Home ANNUAL SUMMITS 2007 Summit Creation of the Research, Contemporary Art and Technological Obsolescence Department at the CRRMF

Creation of the Research, Contemporary Art and Technological Obsolescence Department at the CRRMF


Day 1, Group 2

  • Cécile Dazord, Centre de Recherche et de Restauration des Musées de France
  • Grégoire Quenault, art historian

In 2006, the research department of the Centre de recherche et de restauration des musées de France (C2RMF) launched a study program on the impact of technological change on the preservation of contemporary artworks, or more precisely, on the phenomena associated with obsolescence ...

* Please note most of this presentation is in French.
Cécile Dazord © DOCAM 2007
... The C2RMF team includes Cécile Dazord, initiator of the project; Clotilde Boust (research teacher specialising in the human vision and the characterisation of digital images); Erwan Huon (director and audiovisual technician specialising in multimedia video and installations); and Jean-Gabriel Lopez (image digitisation consultant). A task force comprised of members outside C2RMF was also established. The methodology adopted is based on case studies drawn from public collections (some 10 cases are currently under study). Statutorily, all public museums are partners of the C2RMF. The team is also implementing collaborations with institutions in France and abroad facing similar – while sometimes markedly different – problems. These institutions include Bibliothèque nationale de France (BnF), Institut national de l’audiovisuel (INA), Institut national du Patrimoine (INP), Zentrum für Kunst und Medientechnologie (ZKM) in Karlsruhe, Germany, Tate Modern/Media Matters in London, etc. Two problems constitute the key areas of study: i) the conversion of analog to digital and ii) the use of obsolete materials intrinsically associated with the works.

Cécile Dazord : Classics Fellow (1993)
Master’s degree and DEA in Classics and History from Université de la Sorbonne-Paris IV on the work De Architectura by Leon Battista Alberti (first class honours) (1992/1994).
Graduate of the Institut national du patrimoine (1997-2000).
Thesis conducted at École des hautes études en sciences sociales under the supervision of Eric Michaux on the Brazilian and Argentinean arts scene in the 1970s (begun in 2000/suspended in 2002).
Curator at the Musée national Picasso; Magnelli, Musée de la céramique de Vallauris (2000) (Curator of Pierre Charpin and Jasper Morrison exhibitions).
Curator of Contemporary Art, Musée d’art moderne et contemporain de Strasbourg (2001-2006) (Curator of exhibitions of works by Cildo Meireles, James Lee Byars, Guillauem Paris, and Claude Lévêque).
Since 2006, Curator of Contemporary Art, Centre de recherche et de restauration des musées de France (C2RMF). Responsible for establishing a program of study on the specific problems inherent to contemporary art.
Independent art critic (collaboration on publications Parachute, Mouvement, Journal des arts) and author of catalogue texts (Claude Lévêque, Jérôme Saint-Loubert Bié, Cécile Babiole).
Freelance French translator of texts on art (from English, Spanish and Italian).

Grégoire Quenault, specialises in experimental video and cinema.

He holds a Ph.D. in Aesthetics, Science and Technology of the Arts from Université de Paris VIII and is a lecturer at Université de Picardie – Jules Verne in Amiens.

He is also a member of the task force led by Cécile Dazord at the Centre de Recherche et de Restauration des Musées de France.

For three years, Quenault was responsible for the archives at the Cinédoc and Paris-Films-Coop cinematheque (a collection of experimental and avant-garde videos and films), and since 2001 he has worked as a moving image programmer for La Mariée Désirante at the Scène Nationale d’Orléans.

He is the author of a thesis entitled “Reconsidération de l’histoire de l’art vidéo à partir de ses débuts méconnus en France entre 1957 et 1974” (Revisiting the history of video art from its obscure beginnings in France, 1957 to 1974).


WORK ORDER: Every record must be given again word for word; no picture belongs in the copy.

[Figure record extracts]
§
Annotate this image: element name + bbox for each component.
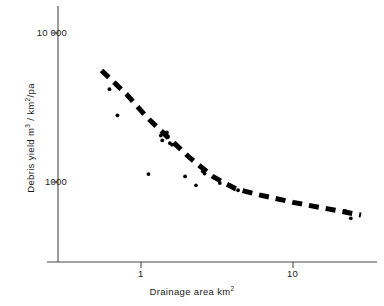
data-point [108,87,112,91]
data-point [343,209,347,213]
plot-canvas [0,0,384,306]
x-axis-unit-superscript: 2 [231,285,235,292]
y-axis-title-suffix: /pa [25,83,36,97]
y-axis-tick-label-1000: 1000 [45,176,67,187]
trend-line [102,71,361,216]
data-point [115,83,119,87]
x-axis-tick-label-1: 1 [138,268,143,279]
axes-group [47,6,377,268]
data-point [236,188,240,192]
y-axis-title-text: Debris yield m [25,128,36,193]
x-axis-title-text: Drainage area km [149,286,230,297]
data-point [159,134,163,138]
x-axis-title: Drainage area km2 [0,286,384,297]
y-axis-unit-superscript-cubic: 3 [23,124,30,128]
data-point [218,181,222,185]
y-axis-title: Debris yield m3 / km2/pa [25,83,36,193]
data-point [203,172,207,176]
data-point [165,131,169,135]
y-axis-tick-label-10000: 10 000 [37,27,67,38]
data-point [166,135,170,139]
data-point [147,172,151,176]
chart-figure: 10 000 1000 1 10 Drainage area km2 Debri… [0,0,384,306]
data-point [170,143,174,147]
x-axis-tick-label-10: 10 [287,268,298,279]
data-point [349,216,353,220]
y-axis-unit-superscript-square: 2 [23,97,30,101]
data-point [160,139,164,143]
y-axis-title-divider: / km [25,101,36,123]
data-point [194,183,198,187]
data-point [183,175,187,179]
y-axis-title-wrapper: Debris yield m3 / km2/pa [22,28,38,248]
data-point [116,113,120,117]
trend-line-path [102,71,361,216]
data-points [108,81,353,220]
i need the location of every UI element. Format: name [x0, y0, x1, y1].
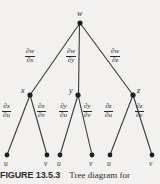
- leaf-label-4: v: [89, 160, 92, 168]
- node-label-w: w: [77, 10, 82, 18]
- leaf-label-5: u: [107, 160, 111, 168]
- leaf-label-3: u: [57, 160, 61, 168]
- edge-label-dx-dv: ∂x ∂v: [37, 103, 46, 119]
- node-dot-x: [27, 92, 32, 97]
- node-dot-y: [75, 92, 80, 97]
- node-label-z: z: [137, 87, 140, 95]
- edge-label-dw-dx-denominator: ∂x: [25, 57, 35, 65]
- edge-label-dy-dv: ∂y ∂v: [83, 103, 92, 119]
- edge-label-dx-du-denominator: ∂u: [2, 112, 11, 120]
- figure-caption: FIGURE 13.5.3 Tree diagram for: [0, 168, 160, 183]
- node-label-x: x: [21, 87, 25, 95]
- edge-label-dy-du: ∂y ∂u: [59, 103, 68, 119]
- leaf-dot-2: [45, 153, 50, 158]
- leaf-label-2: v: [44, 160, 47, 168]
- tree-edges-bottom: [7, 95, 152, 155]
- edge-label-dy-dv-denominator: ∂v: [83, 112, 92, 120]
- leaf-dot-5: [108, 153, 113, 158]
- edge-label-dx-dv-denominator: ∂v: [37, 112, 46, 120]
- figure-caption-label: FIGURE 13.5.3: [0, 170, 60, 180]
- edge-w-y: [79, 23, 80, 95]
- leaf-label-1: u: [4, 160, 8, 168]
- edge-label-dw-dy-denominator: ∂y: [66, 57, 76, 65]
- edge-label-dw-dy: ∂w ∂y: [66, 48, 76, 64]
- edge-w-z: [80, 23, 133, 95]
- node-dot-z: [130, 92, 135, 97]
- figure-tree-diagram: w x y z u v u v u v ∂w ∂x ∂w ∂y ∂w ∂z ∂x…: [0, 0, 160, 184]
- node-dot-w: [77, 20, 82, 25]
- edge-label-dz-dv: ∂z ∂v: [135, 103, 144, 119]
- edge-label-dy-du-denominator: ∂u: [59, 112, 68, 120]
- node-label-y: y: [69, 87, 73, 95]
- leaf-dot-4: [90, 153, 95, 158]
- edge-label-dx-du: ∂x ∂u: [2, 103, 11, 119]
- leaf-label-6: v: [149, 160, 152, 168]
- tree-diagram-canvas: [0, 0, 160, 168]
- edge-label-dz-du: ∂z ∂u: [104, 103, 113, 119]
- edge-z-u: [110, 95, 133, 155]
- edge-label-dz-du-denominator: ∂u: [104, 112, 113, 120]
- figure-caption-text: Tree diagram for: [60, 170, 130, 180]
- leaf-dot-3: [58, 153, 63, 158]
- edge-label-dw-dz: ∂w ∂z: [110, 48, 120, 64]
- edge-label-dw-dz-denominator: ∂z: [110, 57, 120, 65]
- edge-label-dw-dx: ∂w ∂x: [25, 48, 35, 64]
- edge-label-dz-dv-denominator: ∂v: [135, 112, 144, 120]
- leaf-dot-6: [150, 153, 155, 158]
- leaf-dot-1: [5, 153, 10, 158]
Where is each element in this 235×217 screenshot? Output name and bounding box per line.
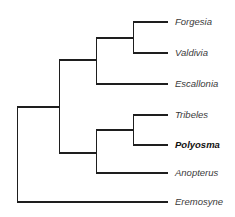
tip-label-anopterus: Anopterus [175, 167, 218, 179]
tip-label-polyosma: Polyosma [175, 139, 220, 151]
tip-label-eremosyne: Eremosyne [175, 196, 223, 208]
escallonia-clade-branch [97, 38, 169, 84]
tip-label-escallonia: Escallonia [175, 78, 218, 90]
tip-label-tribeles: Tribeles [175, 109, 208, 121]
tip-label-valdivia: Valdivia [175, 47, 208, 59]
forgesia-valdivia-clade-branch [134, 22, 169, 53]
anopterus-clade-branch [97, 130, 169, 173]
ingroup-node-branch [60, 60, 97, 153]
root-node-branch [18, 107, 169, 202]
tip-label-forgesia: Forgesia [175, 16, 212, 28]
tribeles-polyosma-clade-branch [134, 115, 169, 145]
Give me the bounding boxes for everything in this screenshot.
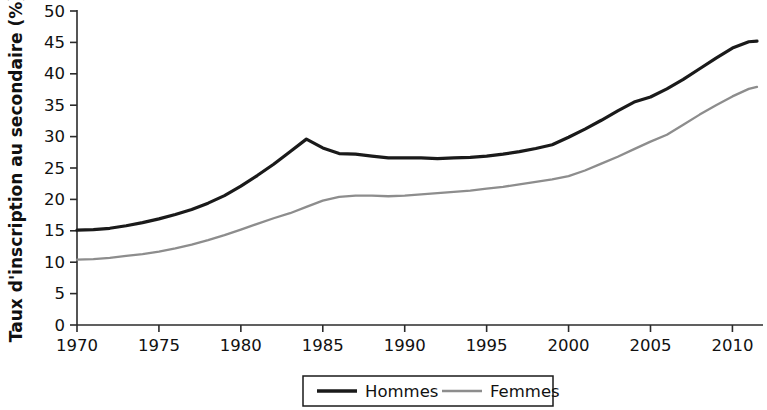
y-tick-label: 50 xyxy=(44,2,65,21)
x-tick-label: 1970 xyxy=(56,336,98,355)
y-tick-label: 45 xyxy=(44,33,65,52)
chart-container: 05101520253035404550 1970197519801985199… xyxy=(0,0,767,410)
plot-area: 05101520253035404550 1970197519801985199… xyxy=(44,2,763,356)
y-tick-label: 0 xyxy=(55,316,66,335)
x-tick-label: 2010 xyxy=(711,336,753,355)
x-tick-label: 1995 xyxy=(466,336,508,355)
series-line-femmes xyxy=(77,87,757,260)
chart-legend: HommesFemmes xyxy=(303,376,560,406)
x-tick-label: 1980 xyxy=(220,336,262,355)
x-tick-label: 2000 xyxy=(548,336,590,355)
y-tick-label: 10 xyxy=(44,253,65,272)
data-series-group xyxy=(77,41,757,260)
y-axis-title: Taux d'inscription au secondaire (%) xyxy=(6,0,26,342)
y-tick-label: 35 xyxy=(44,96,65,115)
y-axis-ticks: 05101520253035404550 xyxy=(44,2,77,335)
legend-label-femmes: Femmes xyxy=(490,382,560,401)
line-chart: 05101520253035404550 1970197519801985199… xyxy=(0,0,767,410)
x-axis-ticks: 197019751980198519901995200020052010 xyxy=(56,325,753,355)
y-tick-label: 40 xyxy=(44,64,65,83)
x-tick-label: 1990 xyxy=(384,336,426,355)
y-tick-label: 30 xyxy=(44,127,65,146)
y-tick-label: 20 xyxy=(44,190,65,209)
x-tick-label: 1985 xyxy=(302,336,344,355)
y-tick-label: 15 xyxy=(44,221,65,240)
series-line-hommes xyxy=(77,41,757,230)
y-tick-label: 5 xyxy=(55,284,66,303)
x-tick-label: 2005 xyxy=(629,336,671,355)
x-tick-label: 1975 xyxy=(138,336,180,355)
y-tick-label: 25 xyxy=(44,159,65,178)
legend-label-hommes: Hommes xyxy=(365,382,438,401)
§
FINISHED TASK:
Annotate this image: element name + bbox for each component.
data-point [108,87,112,91]
data-point [343,209,347,213]
plot-canvas [0,0,384,306]
x-axis-unit-superscript: 2 [231,285,235,292]
y-axis-title-suffix: /pa [25,83,36,97]
y-axis-tick-label-1000: 1000 [45,176,67,187]
trend-line [102,71,361,216]
data-point [115,83,119,87]
x-axis-tick-label-1: 1 [138,268,143,279]
axes-group [47,6,377,268]
data-point [236,188,240,192]
y-axis-title-text: Debris yield m [25,128,36,193]
x-axis-title-text: Drainage area km [149,286,230,297]
data-point [159,134,163,138]
x-axis-title: Drainage area km2 [0,286,384,297]
y-axis-unit-superscript-cubic: 3 [23,124,30,128]
data-point [218,181,222,185]
y-axis-title: Debris yield m3 / km2/pa [25,83,36,193]
data-point [203,172,207,176]
data-point [165,131,169,135]
y-axis-tick-label-10000: 10 000 [37,27,67,38]
data-point [166,135,170,139]
data-point [147,172,151,176]
chart-figure: 10 000 1000 1 10 Drainage area km2 Debri… [0,0,384,306]
data-point [170,143,174,147]
x-axis-tick-label-10: 10 [287,268,298,279]
data-point [349,216,353,220]
y-axis-unit-superscript-square: 2 [23,97,30,101]
data-point [160,139,164,143]
y-axis-title-divider: / km [25,101,36,123]
data-point [194,183,198,187]
data-point [183,175,187,179]
y-axis-title-wrapper: Debris yield m3 / km2/pa [22,28,38,248]
data-point [116,113,120,117]
trend-line-path [102,71,361,216]
data-points [108,81,353,220]
i need the location of every UI element. Format: name [x0, y0, x1, y1].
- leaf-label-4: v: [89, 160, 92, 168]
- node-label-w: w: [77, 10, 82, 18]
- leaf-label-5: u: [107, 160, 111, 168]
- leaf-label-3: u: [57, 160, 61, 168]
- edge-label-dx-dv: ∂x ∂v: [37, 103, 46, 119]
- node-dot-x: [27, 92, 32, 97]
- node-dot-y: [75, 92, 80, 97]
- node-label-z: z: [137, 87, 140, 95]
- edge-label-dw-dx-denominator: ∂x: [25, 57, 35, 65]
- edge-label-dy-dv: ∂y ∂v: [83, 103, 92, 119]
- edge-label-dx-du-denominator: ∂u: [2, 112, 11, 120]
- figure-caption: FIGURE 13.5.3 Tree diagram for: [0, 168, 160, 183]
- node-label-x: x: [21, 87, 25, 95]
- edge-label-dy-du: ∂y ∂u: [59, 103, 68, 119]
- leaf-dot-2: [45, 153, 50, 158]
- leaf-label-2: v: [44, 160, 47, 168]
- tree-edges-bottom: [7, 95, 152, 155]
- edge-label-dy-dv-denominator: ∂v: [83, 112, 92, 120]
- leaf-dot-5: [108, 153, 113, 158]
- edge-label-dx-dv-denominator: ∂v: [37, 112, 46, 120]
- figure-caption-label: FIGURE 13.5.3: [0, 170, 60, 180]
- edge-w-y: [79, 23, 80, 95]
- leaf-label-1: u: [4, 160, 8, 168]
- edge-label-dw-dy-denominator: ∂y: [66, 57, 76, 65]
- edge-label-dw-dy: ∂w ∂y: [66, 48, 76, 64]
- edge-w-z: [80, 23, 133, 95]
- node-dot-z: [130, 92, 135, 97]
- figure-tree-diagram: w x y z u v u v u v ∂w ∂x ∂w ∂y ∂w ∂z ∂x…: [0, 0, 160, 184]
- node-dot-w: [77, 20, 82, 25]
- edge-label-dz-dv: ∂z ∂v: [135, 103, 144, 119]
- edge-label-dy-du-denominator: ∂u: [59, 112, 68, 120]
- node-label-y: y: [69, 87, 73, 95]
- leaf-dot-4: [90, 153, 95, 158]
- edge-label-dx-du: ∂x ∂u: [2, 103, 11, 119]
- leaf-label-6: v: [149, 160, 152, 168]
- tree-diagram-canvas: [0, 0, 160, 168]
- edge-label-dz-du: ∂z ∂u: [104, 103, 113, 119]
- edge-z-u: [110, 95, 133, 155]
- edge-label-dz-du-denominator: ∂u: [104, 112, 113, 120]
- figure-caption-text: Tree diagram for: [60, 170, 130, 180]
- leaf-dot-3: [58, 153, 63, 158]
- edge-label-dw-dz: ∂w ∂z: [110, 48, 120, 64]
- edge-label-dw-dz-denominator: ∂z: [110, 57, 120, 65]
- edge-label-dw-dx: ∂w ∂x: [25, 48, 35, 64]
- edge-label-dz-dv-denominator: ∂v: [135, 112, 144, 120]
- leaf-dot-6: [150, 153, 155, 158]
- leaf-dot-1: [5, 153, 10, 158]
Where is each element in this 235×217 screenshot? Output name and bounding box per line.
tip-label-anopterus: Anopterus [175, 167, 218, 179]
tip-label-polyosma: Polyosma [175, 139, 220, 151]
tip-label-eremosyne: Eremosyne [175, 196, 223, 208]
escallonia-clade-branch [97, 38, 169, 84]
tip-label-escallonia: Escallonia [175, 78, 218, 90]
tip-label-tribeles: Tribeles [175, 109, 208, 121]
tip-label-valdivia: Valdivia [175, 47, 208, 59]
forgesia-valdivia-clade-branch [134, 22, 169, 53]
anopterus-clade-branch [97, 130, 169, 173]
ingroup-node-branch [60, 60, 97, 153]
root-node-branch [18, 107, 169, 202]
tip-label-forgesia: Forgesia [175, 16, 212, 28]
tribeles-polyosma-clade-branch [134, 115, 169, 145]
Give me the bounding boxes for everything in this screenshot.
y-tick-label: 50 xyxy=(44,2,65,21)
x-tick-label: 1970 xyxy=(56,336,98,355)
y-tick-label: 45 xyxy=(44,33,65,52)
chart-container: 05101520253035404550 1970197519801985199… xyxy=(0,0,767,410)
plot-area: 05101520253035404550 1970197519801985199… xyxy=(44,2,763,356)
y-tick-label: 0 xyxy=(55,316,66,335)
x-tick-label: 2010 xyxy=(711,336,753,355)
x-tick-label: 1995 xyxy=(466,336,508,355)
series-line-femmes xyxy=(77,87,757,260)
chart-legend: HommesFemmes xyxy=(303,376,560,406)
x-tick-label: 1980 xyxy=(220,336,262,355)
x-tick-label: 2000 xyxy=(548,336,590,355)
y-tick-label: 10 xyxy=(44,253,65,272)
data-series-group xyxy=(77,41,757,260)
y-axis-title: Taux d'inscription au secondaire (%) xyxy=(6,0,26,342)
y-tick-label: 35 xyxy=(44,96,65,115)
y-axis-ticks: 05101520253035404550 xyxy=(44,2,77,335)
legend-label-femmes: Femmes xyxy=(490,382,560,401)
line-chart: 05101520253035404550 1970197519801985199… xyxy=(0,0,767,410)
x-axis-ticks: 197019751980198519901995200020052010 xyxy=(56,325,753,355)
y-tick-label: 40 xyxy=(44,64,65,83)
x-tick-label: 1990 xyxy=(384,336,426,355)
y-tick-label: 30 xyxy=(44,127,65,146)
y-tick-label: 20 xyxy=(44,190,65,209)
x-tick-label: 1985 xyxy=(302,336,344,355)
y-tick-label: 15 xyxy=(44,221,65,240)
series-line-hommes xyxy=(77,41,757,230)
y-tick-label: 5 xyxy=(55,284,66,303)
x-tick-label: 2005 xyxy=(629,336,671,355)
x-tick-label: 1975 xyxy=(138,336,180,355)
y-tick-label: 25 xyxy=(44,159,65,178)
legend-label-hommes: Hommes xyxy=(365,382,438,401)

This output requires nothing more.